Start protecting them now:
- Run a free Optery scan with your name — check if your children are listed as family members on data broker sites
- Remove your family’s data from broker sites using Optery or Incogni
- Freeze your children’s credit with all three bureaus
- Review your social media — remove posts that expose your children’s personal details
- Talk to your children about online privacy in age-appropriate terms
You protect them in every other way. Protect them online too.
Frequently Asked Questions
Can data brokers have my child’s information?
Yes. Data brokers list children’s names as “family members” or “associates” on their parents’ profiles. This connects your child’s name to your home address. Removing your profile from broker sites also removes your children’s names from those listings. Run a free Optery scan to check.
Should I freeze my child’s credit?
Yes. Since children don’t need to apply for credit, a credit freeze has zero inconvenience and prevents criminals from using their SSN to open accounts. Contact all three credit bureaus with documentation proving you’re the parent or guardian.
How do I know if my child’s identity has been stolen?
Contact the three credit bureaus and ask if a credit file exists for your child’s SSN. If a file exists and you haven’t opened accounts for them, it likely indicates identity theft. Also watch for unexpected mail addressed to your child from financial institutions or collection agencies.
Is it safe to post pictures of my children on social media?
It depends on your privacy settings and what details are included. Avoid sharing your children’s full names, birthdates, school names, and locations. If you do share photos, limit visibility to close friends and ensure your social media privacy settings are locked down.
At what age should I talk to my children about online privacy?
Start with simple rules as early as they begin using devices (around age 5-7). Increase the depth and complexity of conversations as they grow. By age 13, they should understand digital footprints, privacy settings, and why personal information should be protected.
Does removing my data from data broker sites protect my children too?

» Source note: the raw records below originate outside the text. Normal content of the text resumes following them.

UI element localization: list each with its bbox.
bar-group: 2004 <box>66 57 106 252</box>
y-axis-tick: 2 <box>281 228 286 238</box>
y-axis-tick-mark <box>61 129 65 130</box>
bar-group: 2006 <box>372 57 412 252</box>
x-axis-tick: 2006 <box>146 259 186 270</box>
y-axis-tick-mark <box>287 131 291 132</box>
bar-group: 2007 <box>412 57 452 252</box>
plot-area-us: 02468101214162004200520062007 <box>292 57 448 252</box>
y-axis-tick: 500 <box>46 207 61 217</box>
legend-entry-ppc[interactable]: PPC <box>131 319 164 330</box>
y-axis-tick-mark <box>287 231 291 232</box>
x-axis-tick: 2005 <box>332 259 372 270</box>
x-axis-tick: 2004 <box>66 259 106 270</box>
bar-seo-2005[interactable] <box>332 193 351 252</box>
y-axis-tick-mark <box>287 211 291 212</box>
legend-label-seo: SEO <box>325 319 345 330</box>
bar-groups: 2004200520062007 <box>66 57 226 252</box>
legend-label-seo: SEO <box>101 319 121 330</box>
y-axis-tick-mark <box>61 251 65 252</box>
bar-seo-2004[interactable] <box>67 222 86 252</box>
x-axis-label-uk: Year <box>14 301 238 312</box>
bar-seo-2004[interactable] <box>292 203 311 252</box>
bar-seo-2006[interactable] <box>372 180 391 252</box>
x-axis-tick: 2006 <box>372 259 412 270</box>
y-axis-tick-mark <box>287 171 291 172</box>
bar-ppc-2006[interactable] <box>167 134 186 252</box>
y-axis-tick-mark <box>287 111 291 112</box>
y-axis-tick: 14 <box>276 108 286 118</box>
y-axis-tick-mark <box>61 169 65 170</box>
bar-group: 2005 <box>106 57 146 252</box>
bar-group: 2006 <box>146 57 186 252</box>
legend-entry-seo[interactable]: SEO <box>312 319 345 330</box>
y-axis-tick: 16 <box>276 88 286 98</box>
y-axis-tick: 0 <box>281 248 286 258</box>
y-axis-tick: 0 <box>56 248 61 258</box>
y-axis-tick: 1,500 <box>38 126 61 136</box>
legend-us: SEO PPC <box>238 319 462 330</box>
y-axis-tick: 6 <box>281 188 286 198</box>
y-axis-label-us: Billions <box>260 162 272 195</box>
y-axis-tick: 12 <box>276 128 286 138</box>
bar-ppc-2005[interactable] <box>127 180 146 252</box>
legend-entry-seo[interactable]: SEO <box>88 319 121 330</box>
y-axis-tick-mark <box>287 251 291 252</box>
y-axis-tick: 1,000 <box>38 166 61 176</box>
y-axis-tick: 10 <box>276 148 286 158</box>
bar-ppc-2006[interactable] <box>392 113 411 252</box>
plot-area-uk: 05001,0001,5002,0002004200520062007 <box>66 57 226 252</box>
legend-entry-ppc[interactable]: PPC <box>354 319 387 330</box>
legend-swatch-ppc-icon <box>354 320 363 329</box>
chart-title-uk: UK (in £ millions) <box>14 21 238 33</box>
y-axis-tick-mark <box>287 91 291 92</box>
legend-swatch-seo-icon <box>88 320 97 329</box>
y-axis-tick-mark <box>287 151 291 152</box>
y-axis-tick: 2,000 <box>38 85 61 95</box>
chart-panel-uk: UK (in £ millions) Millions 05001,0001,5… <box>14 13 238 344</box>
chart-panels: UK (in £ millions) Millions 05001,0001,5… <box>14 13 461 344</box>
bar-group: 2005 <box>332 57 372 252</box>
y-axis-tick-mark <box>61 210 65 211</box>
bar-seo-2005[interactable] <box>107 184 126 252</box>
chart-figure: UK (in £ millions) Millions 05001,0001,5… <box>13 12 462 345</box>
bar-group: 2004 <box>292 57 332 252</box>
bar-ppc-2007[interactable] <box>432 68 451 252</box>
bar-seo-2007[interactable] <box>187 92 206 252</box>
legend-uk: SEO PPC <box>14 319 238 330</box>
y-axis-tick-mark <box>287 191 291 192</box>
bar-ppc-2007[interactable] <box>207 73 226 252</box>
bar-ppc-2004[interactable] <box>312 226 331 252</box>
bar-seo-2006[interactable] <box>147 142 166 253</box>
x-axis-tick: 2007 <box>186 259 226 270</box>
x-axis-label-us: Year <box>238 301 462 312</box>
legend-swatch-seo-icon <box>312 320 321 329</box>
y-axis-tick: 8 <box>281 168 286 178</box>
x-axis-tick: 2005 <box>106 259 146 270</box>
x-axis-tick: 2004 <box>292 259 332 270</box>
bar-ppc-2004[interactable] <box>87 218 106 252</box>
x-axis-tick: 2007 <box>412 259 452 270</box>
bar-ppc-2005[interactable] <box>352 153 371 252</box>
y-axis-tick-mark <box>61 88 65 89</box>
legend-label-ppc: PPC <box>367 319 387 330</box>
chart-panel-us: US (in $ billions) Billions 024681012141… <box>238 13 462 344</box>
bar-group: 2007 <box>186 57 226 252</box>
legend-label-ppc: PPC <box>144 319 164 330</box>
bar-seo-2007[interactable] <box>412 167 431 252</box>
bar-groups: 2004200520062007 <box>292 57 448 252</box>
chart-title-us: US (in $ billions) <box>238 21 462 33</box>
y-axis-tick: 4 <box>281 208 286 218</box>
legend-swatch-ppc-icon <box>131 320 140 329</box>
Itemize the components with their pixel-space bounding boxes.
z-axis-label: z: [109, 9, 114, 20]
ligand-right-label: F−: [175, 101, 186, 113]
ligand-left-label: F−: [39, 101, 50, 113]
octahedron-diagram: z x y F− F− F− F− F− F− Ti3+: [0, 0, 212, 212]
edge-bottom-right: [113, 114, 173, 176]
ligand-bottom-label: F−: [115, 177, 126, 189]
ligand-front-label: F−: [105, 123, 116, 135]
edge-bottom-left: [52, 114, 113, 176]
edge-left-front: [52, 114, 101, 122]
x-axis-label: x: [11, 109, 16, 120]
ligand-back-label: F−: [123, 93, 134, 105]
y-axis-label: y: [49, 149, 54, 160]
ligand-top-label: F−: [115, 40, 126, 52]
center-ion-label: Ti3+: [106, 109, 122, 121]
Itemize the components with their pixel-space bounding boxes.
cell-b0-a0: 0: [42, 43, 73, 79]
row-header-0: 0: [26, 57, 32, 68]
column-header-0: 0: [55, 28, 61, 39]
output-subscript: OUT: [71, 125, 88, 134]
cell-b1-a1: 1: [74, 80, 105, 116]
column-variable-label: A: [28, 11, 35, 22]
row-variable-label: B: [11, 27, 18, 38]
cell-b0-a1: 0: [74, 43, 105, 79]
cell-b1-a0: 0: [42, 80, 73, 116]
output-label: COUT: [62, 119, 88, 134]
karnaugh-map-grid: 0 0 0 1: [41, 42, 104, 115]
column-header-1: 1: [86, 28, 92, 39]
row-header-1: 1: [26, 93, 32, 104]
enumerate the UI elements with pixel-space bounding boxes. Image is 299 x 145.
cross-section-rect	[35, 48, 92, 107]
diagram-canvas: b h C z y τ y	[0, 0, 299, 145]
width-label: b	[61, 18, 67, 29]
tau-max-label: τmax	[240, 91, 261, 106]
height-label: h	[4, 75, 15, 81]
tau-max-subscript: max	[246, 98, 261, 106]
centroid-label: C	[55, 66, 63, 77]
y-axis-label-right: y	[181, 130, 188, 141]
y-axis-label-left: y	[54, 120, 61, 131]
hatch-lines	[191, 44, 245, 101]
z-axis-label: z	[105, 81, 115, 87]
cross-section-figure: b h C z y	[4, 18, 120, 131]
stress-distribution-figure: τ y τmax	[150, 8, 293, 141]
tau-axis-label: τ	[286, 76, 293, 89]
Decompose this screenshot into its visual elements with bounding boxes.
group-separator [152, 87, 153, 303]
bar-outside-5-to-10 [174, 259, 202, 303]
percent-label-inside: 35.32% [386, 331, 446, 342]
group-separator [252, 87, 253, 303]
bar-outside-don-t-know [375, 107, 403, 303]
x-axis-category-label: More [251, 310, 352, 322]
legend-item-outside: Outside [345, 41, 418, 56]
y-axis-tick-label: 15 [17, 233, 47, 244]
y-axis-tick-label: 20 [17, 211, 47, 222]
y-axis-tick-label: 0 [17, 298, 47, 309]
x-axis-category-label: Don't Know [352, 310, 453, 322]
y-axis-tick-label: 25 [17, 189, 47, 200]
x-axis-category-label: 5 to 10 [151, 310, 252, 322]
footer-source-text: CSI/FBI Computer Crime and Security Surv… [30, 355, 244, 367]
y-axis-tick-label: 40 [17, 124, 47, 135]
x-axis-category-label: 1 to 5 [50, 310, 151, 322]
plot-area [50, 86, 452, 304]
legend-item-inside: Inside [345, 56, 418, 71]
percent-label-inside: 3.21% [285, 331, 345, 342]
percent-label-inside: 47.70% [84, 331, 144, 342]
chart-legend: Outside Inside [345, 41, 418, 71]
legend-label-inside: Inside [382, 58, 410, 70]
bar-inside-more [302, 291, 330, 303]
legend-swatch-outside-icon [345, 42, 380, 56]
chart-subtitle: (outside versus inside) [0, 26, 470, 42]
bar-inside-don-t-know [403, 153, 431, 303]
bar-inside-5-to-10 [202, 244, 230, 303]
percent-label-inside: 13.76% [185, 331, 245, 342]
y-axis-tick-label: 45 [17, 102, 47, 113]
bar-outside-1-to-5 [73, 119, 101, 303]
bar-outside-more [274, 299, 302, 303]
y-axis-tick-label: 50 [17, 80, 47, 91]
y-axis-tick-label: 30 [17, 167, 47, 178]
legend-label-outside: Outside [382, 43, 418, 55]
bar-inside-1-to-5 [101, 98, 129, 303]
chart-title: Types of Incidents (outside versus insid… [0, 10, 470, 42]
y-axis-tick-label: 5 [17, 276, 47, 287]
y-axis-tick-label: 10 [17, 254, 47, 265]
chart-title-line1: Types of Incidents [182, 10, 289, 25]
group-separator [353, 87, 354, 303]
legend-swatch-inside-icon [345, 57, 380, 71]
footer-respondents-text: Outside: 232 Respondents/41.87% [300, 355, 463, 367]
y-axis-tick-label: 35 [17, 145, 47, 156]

Yes. When your profile is removed from data broker sites, your children’s names are also removed from the “family members” section of your listing. This is one of the most effective ways to protect your children’s privacy. Optery and Incogni handle this automatically.
This post contains affiliate links. If you purchase through our links, we may earn a commission at no extra cost to you. See our affiliate disclosure for details.